A federal prisoner can, for example, legally be under BOP custody, but held in a local government prison that is operated by a private prison firm where his or her medical care is provided under a subcontract between the local government and a correctional healthcare firm. As another example of this complicated web of outsourcers, contractors, and subcontractors, a detainee held in one of the several detention centers owned by ICE may actually not be under ICE care but rather under the actual custody of a private security firm.

Local Government Intermediaries:
Federal government outsourcers routinely sign inter-governmental agreements (IGAs) with local and state governments (mostly county governments) that authorize the cooperating government to hold federal detainees or prisoners. In many such cases, the local government then turns around and contracts out the management and operation of the prison or detention center to private prison companies and to prison services subcontractors. USMS or ICE will then typically pay the local government a per-diem stipend for each prisoner. In practice, only a small portion (a couple of dollars) of this per diem goes to the local government, with the balance being transferred to the contractors, subcontractors, and investors who provide the capital to build prisons. Local governments that have signed prison IGAs often subcontract medical care responsibilities to correctional healthcare firms. In practice, the local government intermediaries exercise no oversight of their contractors and subcontractors.

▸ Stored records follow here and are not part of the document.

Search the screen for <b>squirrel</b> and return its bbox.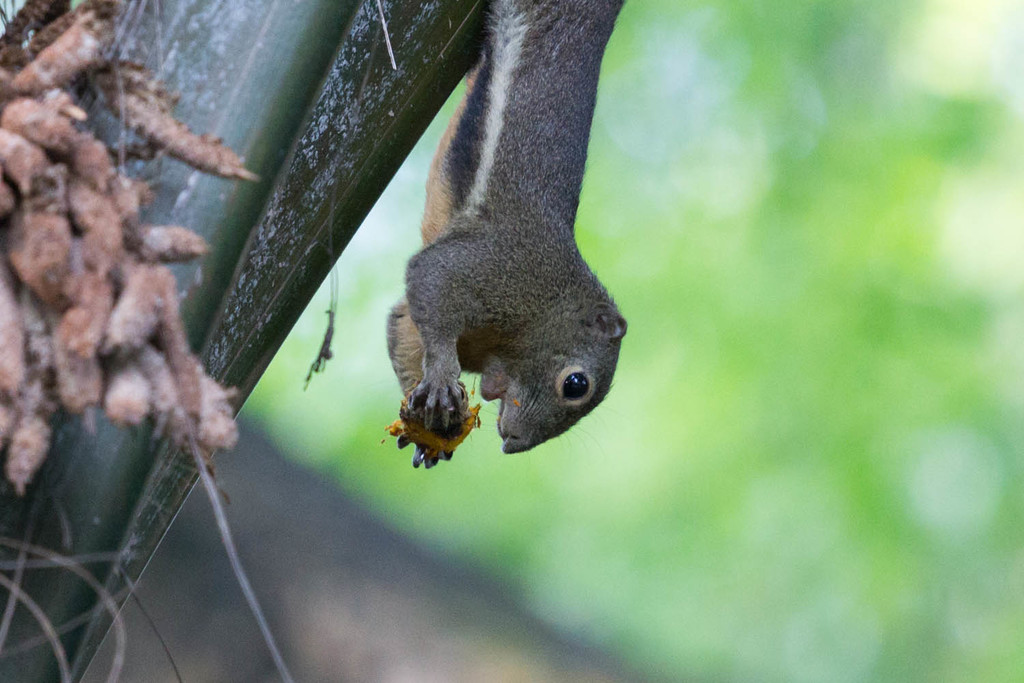
Found: (383, 0, 632, 473).
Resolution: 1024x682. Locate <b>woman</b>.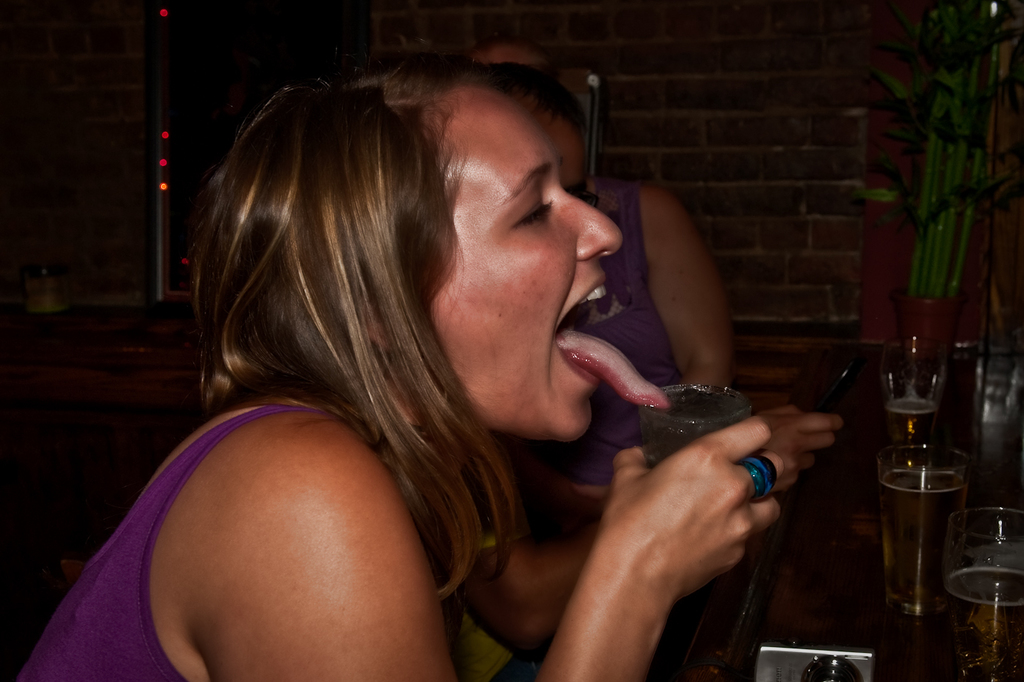
100, 18, 709, 681.
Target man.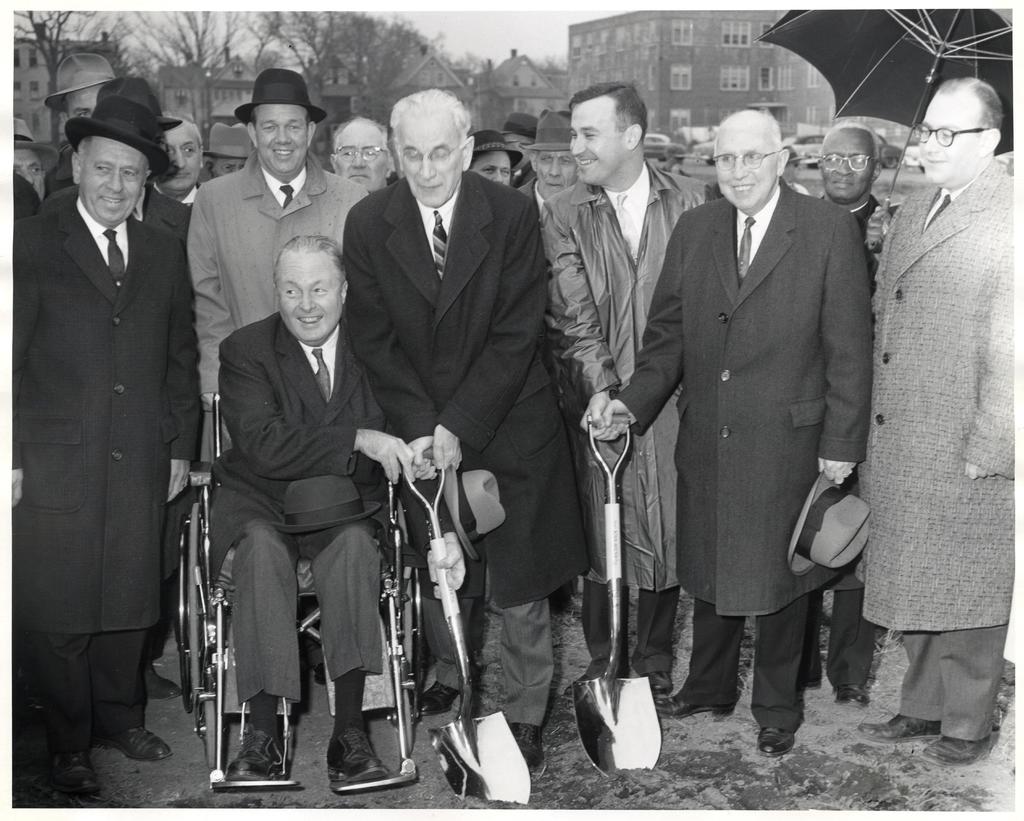
Target region: BBox(470, 128, 522, 186).
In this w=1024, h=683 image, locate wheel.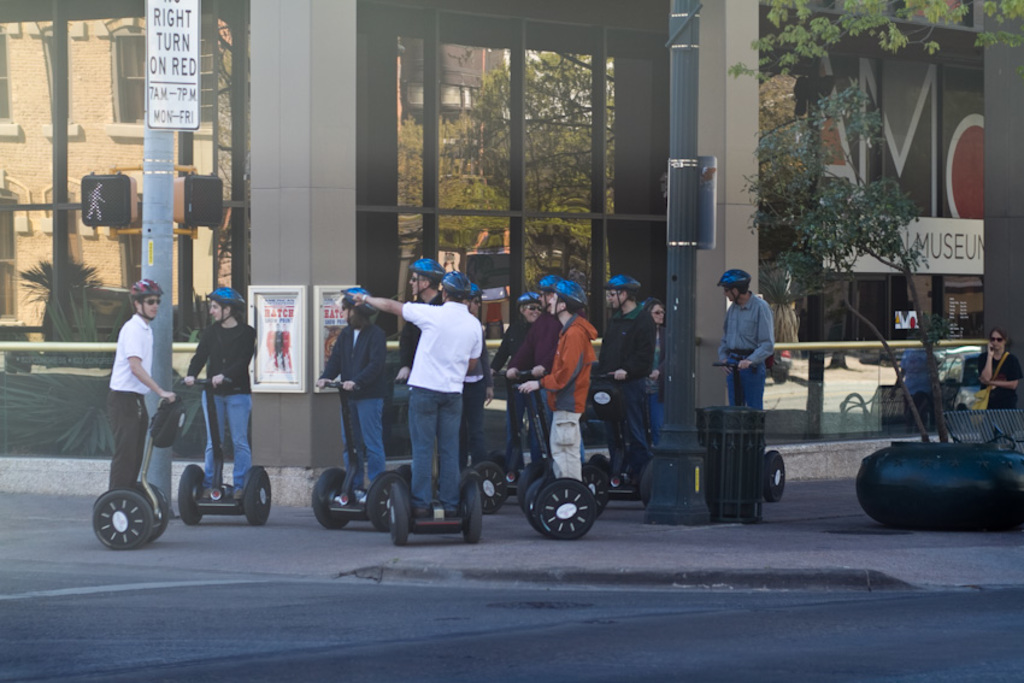
Bounding box: (370, 473, 412, 529).
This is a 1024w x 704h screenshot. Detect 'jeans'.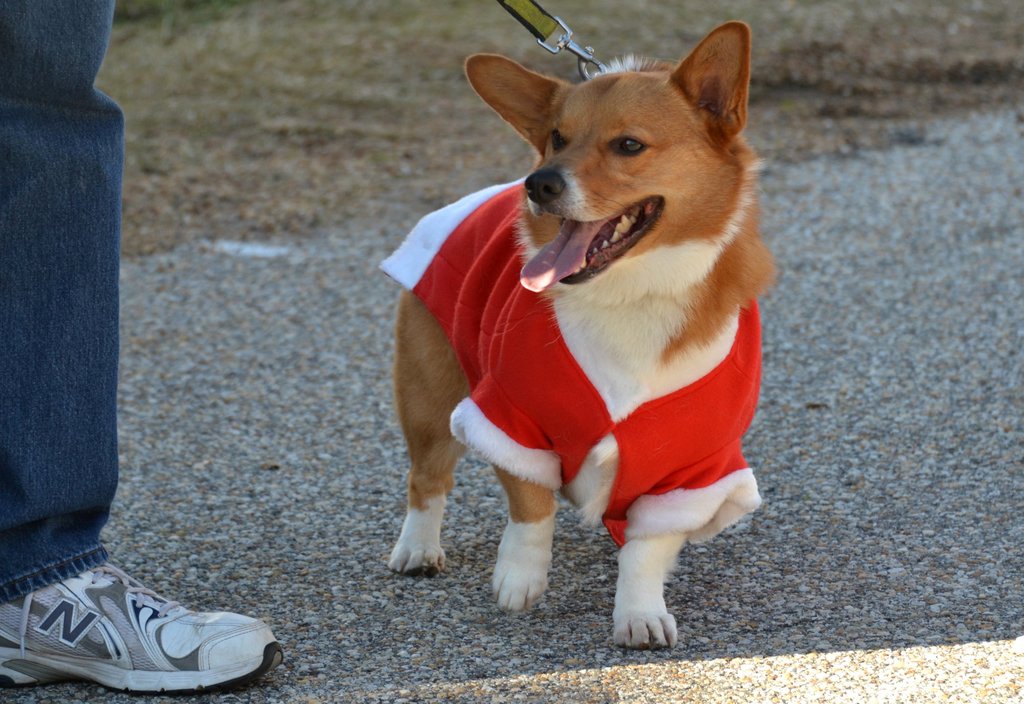
bbox=[0, 0, 119, 603].
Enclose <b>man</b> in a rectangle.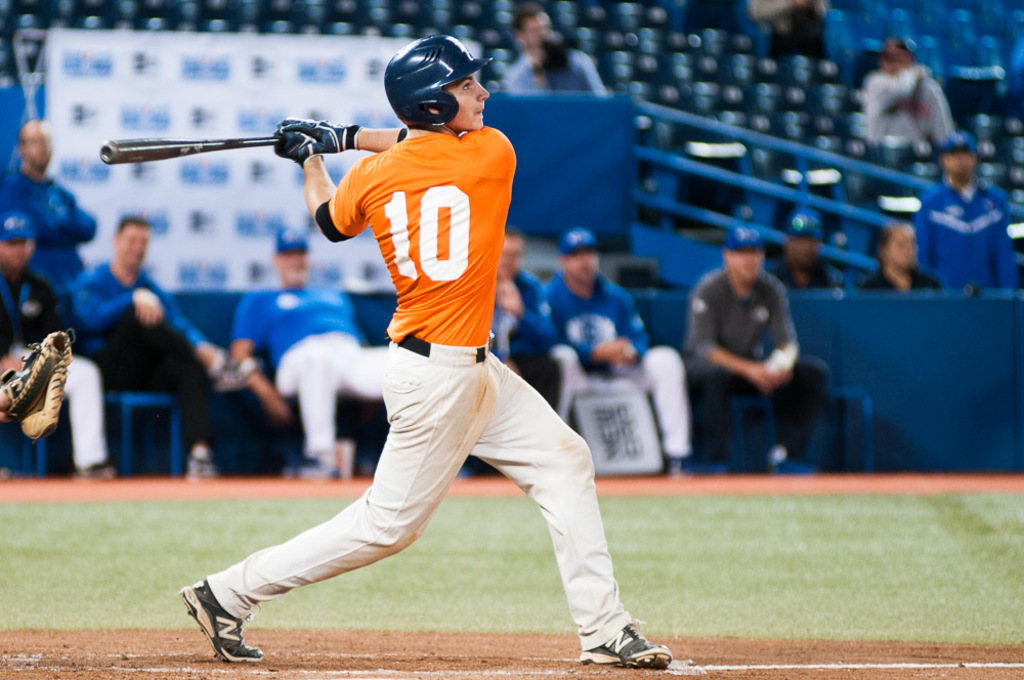
region(556, 237, 697, 475).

The Main Problems in the Shadow Prison Industry

The federal government has proved increasingly unwilling to take direct responsibility for the human products of its vast criminal justice and immigration enforcement systems. Instead, it has outsourced this thankless, costly task. In doing so, the federal government has: 1) largely avoided its responsibilities for contract management and oversight; 2) ignored its continuing responsibility to monitor conditions inside these federally financed prisons; and 3) created a shadow industry that has, in practice, near-absolute control over more than a half-million prisoners and detainees.

Problems with the shadow prison industry mostly fall under the following issues of concern:

1. Lack of Coordination: Federal government outsourcers rely largely on the same patchwork system of hundreds of contractors and subcontractors. Both ICE and USMS depend exclusively on this contracting network to hold the rapidly expanding number of federal detainees, largely legal and illegal immigrants. Described by congressional studies as a crisis in the late 1990s, the now bifurcated (DHS and DOJ) federal detention system, overwhelmed in both departments by the surge of immigrant prisoners and detainees, has recently become vastly more complicated and problematic.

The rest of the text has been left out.